What asylum seekers taught Geoff Martin that investment bankers couldn't
Associate Professor Geoff Martin has worked at the highest levels of business, as well as with people at their most vulnerable – and he learned as much about life from both.
Geoff teaches strategy on our MBA and Executive Education programs, and helps students to improve the viability of social enterprises like the Asylum Seeker Resource Centre.
Geoff earned his MBA at Melbourne Business School in 2001 before embarking on a career in international finance that saw him become Vice President of Operational Risk at Credit Suisse in London.
His time at the top made Geoff appreciate the values he learned growing up in a tight-knit town in outback Australia even more dearly than he had before.
"I grew up in a small community in Cobar, New South Wales, where there was a very strong sense of community," he says.
"There was a real sense that we work hard for our families and for the people around us.

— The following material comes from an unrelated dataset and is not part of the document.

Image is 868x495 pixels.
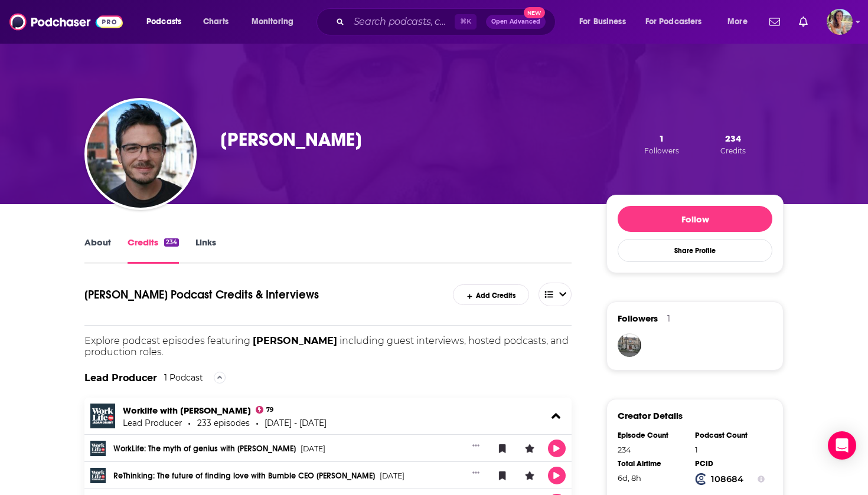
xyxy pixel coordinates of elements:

So I think it was heavily imbued from a young age, that idea that we have a responsibility to our communities, whether it be the immediate or global."
After the GFC, Geoff earned his PhD at IE Business School in Madrid and decided to put his finance and strategy skills towards making the world a better place.
"I often thought about how to appease that social conscience and, having spent time with investment banks and seeing capitalism at its most extreme, it just ate away at me that I needed to give back at some point," he says.
Today, as an Associate Professor of Strategy at the School, Geoff helps MBA students gain hands-on experience by providing consulting services to organisations like the ASRC and Windana Drug and Alcohol Recovery clinic.
"The kind of people you meet are so different to investment bankers – like social workers who spend their days in jails trying to keep youth from spending their whole life in the system. The people they're helping also show you what really matters in life. They help you keep it real," he says.
The consulting services give not-for-profit groups access to business tools and expertise that they would usually struggle to afford, which in turns helps them better serve the community.
"Windana are a clinic for those affected by substance abuse, who provide a reasonably priced alternative to some of the incredibly expensive rehabilitation clinics that are out there," Geoff says.
"The wonderful founders of that organisation were just glowing in terms of the attention to detail and the effort that the students put into understanding their market and doing the financial modelling. It provided them with a structure for their decision-making that they never would have had otherwise."
As for the students, Geoff says the experience shows them just how much of a difference they are able to make in the world.
"I think it makes them aware of how much value they can add in the social enterprise and not-for-profit space very quickly. It builds their esteem and their confidence that everything they've been learning here is incredibly valuable at a practical level."
Much of Geoff's work is made possible by donations from alumni like himself, which support student scholarships and the costs of not-for-profit placements.
"The role of support from alumni in what we do is just huge," Geoff says.
"I'd really encourage anyone in the School community to get involved however they can. What we're doing really adds value very directly at the not-for-profit level. But more broadly, we're also enabling and educating the business leaders of tomorrow, which is absolutely critical to the prosperity of Australia and the whole Asia-Pacific region."